Obama’s Policies Are “A Road to Hell,” European Leader Says
“The president of the European Union on Wednesday slammed U.S. plans to spend its way out of recession as ‘a road to hell.’ Czech Prime Minister Mirek Topolanek, whose country currently holds the rotating EU presidency, told the European Parliament that President Barack Obama’s massive stimulus package and banking bailout ‘will undermine the liquidity of the global financial market.'”
There’s “one small problem with Geithner’s plan: It will bankrupt the banks,” says analyst Henry Blodgett, triggering a chain reaction of write-offs. Unless, that is, the Treasury Department deliberately and massively overpays for the toxic assets, fleecing the taxpayer, as other commentators predict. The reason is mark-to-market accounting rules, which require financial institutions to write down assets’ value when similar assets are sold by other institutions at fire-sale prices. Many commentators say these regulations should be repealed, including former FDIC Chairman William Isaac, Congressmen Ed Perlmutter (D-CO) and Paul Kanjorski (D-PA), the Wall Street Journal, John Berlau, Jeff Miller, Holman Jenkins, and Newt Gingrich.
Congress is now moving to enact a $6 billion “national service” boondoggle.

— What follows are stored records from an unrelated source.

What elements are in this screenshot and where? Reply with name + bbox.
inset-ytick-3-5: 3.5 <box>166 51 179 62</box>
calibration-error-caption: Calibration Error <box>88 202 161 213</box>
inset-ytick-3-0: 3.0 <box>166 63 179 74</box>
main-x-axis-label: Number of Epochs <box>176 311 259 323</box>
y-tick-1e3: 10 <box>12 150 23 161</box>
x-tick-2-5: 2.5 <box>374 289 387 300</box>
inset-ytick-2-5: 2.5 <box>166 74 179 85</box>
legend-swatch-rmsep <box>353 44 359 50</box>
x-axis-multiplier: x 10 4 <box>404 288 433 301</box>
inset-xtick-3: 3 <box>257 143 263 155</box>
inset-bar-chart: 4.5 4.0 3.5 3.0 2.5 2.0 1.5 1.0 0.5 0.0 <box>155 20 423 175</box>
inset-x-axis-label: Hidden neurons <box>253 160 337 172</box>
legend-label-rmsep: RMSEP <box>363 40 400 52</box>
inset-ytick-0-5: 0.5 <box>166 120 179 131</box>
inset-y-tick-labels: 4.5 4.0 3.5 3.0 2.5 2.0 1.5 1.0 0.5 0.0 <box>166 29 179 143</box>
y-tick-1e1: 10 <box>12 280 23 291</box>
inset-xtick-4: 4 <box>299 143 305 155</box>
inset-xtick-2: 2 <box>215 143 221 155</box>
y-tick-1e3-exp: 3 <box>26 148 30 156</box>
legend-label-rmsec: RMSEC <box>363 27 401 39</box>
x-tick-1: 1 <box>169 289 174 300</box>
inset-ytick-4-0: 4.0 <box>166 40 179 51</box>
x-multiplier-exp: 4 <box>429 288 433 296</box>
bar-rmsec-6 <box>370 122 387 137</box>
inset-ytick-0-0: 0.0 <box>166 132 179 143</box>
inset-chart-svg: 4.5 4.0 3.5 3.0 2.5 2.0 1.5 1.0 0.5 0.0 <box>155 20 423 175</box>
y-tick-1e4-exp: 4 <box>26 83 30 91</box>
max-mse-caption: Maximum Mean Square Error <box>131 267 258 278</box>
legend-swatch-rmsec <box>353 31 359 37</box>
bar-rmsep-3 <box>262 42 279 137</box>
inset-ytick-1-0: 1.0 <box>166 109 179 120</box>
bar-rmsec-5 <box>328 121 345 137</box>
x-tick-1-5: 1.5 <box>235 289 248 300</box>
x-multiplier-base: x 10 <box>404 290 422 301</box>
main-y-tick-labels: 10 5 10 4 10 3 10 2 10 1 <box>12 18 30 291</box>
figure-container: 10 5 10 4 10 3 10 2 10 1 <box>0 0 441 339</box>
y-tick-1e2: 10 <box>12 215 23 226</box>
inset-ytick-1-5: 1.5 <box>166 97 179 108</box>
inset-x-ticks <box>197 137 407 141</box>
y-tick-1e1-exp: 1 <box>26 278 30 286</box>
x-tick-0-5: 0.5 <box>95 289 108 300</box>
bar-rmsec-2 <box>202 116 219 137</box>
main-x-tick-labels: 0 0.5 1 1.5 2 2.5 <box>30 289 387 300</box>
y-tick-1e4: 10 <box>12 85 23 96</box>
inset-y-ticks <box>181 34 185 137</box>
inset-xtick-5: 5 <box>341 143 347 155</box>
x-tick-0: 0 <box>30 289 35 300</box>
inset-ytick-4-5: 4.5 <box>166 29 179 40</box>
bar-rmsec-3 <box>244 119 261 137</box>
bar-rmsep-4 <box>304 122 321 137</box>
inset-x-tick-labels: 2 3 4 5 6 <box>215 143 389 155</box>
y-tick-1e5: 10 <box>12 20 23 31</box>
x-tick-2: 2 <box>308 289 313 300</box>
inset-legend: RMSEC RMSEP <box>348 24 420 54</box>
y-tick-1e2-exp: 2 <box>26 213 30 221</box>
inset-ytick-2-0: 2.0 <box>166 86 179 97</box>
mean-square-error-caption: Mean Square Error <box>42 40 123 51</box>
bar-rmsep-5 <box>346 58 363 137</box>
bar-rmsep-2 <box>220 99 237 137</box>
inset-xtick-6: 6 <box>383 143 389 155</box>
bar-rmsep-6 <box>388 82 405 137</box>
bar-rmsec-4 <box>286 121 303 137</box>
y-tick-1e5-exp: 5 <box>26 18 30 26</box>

Similar spending in the past has been used to hire young people to lobby for rent control and against anti-crime legislation, such as “three-strikes” laws and victims’ rights bills.
It’s hard to understand why the government is wasting money on such things, when it already will incur $4.8 trillion in additional debt from Obama’s proposed budget, and $8 trillion for bailouts (not counting another trillion dollars for the toxic-asset buy-up program) and $800 billion for the economy-shrinking “stimulus” package).
So much for Obama’s broken campaign promise of a “net spending cut.” Even his two trillion dollar “cap-and-trade” energy tax won’t begin to pay for all the new deficit spending.